Don't Fade

Typewriting Speed Practice

Your top typing speed is a lie if you can't hold it — you flash a big number, then fade by the end of the paragraph. Your real speed is the one that's still there on the last line. Six ways to stop fading.

24 June 20265 min read
Practise Longer
Eight activities · one platform

Your top speed is a bit of a lie

You can probably hit an impressive number for about ten seconds. Then your fingers tire, your focus slips, a couple of awkward words break your rhythm, and by the end of a real paragraph you're crawling. The big number you flashed at the start? Nobody typed at that pace, including you — it was a burst, not a speed.

Your real typewriting speed is the one that's still there on the last line. That's the number worth training, and training it is a different job from chasing a peak: it's about not fading. Here's how.

Six ways to stop fading

  1. 1
    Start slower than your max. The classic mistake is going out too hot and dying halfway. Pick a pace you can hold, not one you can flash. Finishing faster than you started beats a fast start that collapses.
  2. 2
    Loosen up. Fatigue is mostly tension. Drop your shoulders, soften your wrists, unclench your jaw. Relaxed hands last far longer than tight ones — most fading is just your grip slowly strangling itself.
  3. 3
    Practise on long passages. You can't train endurance on a sprint. If you only ever type 25-word blasts, you'll only ever be good for 25 words. Type full paragraphs so your stamina has something to push against.
  4. 4
    Hold an even rhythm. Surges feel fast but they burn you out and invite errors. A steady, almost metronomic cadence is what actually carries you to the end of a passage intact.
  5. 5
    Add distance gradually. Like a runner adding miles, make your passages a little longer over the weeks. Grow the stamina slowly and your form comes with it; jump too far too fast and it falls apart.
  6. 6
    Take the pressure off the number. Chasing a peak WPM makes you sprint and fade. Aim to finish strong instead — end the passage at the same pace you began — and your real average quietly climbs.

Do these and something quietly satisfying happens: the gap between your ten-second burst and your full-paragraph pace starts to close. You stop being a typist who's fast for a moment and become one who's fast all the way down the page.

Practise it where the passages are long enough to matter — the open practice arenaruns full text with your pace tracked throughout, free, so you can actually see whether you held it or faded. Stop flashing a number you can't keep. Train the speed that's still there at the finish — that one's real.

Quick answers

Why do I slow down halfway through typing?

Usually a mix of tension building in your hands, focus drifting, and starting faster than you could sustain. Your opening burst wasn't a real pace, so the "slowdown" is really just your true speed showing up.

How do I keep my typing speed up over a long passage?

Start at a pace you can hold rather than your max, stay loose, keep an even rhythm, and practise on full passages so your stamina builds. Aim to finish at the same speed you began.

Should I practise short bursts or long passages for speed?

Both have a place, but if you fade, you need long passages — endurance can only be trained over distance. Short bursts build your ceiling; long passages teach you to hold it.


=== Your objective ===
Whatever precedes the line containing "For every button, label, input, icon, or" is not copied; that line and every line after it through the final one below are copied exactly, except pictures.

=== Data for review ===
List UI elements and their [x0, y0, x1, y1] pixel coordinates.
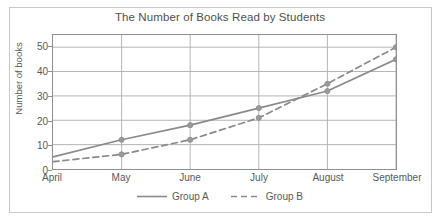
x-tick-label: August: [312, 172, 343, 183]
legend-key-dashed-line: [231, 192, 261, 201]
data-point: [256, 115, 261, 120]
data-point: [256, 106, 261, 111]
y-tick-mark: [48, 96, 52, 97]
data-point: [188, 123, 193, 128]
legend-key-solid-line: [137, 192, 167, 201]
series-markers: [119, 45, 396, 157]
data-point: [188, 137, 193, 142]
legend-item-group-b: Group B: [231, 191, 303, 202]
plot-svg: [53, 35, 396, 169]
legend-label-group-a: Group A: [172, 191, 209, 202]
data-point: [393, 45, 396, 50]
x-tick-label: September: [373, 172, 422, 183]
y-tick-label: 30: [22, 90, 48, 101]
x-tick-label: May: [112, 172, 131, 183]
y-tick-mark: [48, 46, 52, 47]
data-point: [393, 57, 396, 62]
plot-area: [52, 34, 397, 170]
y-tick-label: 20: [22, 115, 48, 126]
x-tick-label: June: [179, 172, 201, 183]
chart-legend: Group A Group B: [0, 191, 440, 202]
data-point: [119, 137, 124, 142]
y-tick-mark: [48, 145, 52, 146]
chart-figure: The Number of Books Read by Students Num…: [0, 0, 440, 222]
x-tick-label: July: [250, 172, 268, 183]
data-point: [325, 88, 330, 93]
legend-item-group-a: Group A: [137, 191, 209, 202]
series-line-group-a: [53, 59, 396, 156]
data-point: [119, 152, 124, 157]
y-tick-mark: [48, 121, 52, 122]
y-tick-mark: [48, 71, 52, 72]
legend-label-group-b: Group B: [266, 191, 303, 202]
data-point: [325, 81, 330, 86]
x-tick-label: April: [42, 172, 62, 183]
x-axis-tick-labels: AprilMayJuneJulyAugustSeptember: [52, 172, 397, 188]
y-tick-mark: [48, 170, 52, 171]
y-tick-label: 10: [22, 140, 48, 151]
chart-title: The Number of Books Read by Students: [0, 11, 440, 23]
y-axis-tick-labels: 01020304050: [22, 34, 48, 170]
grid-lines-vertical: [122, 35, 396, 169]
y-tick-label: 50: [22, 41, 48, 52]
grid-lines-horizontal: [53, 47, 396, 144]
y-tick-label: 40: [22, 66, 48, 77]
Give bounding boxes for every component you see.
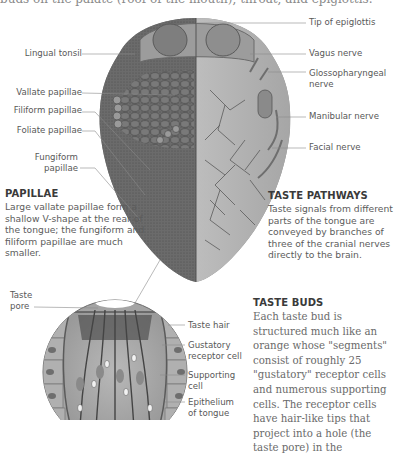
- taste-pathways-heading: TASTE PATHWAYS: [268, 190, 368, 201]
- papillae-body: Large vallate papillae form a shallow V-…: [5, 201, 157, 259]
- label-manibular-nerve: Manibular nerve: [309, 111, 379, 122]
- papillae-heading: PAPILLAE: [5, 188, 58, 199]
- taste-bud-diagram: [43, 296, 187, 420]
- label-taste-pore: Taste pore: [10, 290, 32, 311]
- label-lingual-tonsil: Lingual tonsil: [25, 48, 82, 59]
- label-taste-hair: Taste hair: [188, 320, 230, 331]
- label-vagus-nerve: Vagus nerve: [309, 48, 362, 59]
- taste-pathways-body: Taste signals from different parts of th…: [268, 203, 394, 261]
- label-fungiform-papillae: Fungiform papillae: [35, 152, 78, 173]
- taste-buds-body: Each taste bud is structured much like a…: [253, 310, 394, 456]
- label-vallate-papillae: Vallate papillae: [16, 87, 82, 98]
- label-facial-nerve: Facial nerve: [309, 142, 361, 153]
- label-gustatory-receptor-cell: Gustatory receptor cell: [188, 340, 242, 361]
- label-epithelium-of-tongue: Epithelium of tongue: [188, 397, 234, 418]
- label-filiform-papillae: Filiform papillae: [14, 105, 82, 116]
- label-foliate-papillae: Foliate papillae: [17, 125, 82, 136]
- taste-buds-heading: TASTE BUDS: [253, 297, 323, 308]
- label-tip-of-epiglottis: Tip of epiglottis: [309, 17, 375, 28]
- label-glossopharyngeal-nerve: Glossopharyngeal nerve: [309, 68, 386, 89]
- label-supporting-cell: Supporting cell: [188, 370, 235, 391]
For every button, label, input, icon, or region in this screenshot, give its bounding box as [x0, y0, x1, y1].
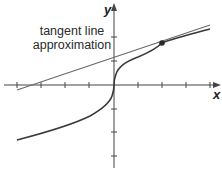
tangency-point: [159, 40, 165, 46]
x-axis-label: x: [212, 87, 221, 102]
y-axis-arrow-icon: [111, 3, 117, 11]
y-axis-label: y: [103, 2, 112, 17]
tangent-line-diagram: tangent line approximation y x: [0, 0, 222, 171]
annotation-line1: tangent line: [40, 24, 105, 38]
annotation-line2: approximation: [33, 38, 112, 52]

=== Task result ===
For every button, label, input, icon, or region in this screenshot, give its bounding box as [x0, y0, x1, y1].
tangency-point: [159, 40, 165, 46]
x-axis-label: x: [212, 87, 221, 102]
y-axis-arrow-icon: [111, 3, 117, 11]
y-axis-label: y: [103, 2, 112, 17]
tangent-line-diagram: tangent line approximation y x: [0, 0, 222, 171]
annotation-line1: tangent line: [40, 24, 105, 38]
annotation-line2: approximation: [33, 38, 112, 52]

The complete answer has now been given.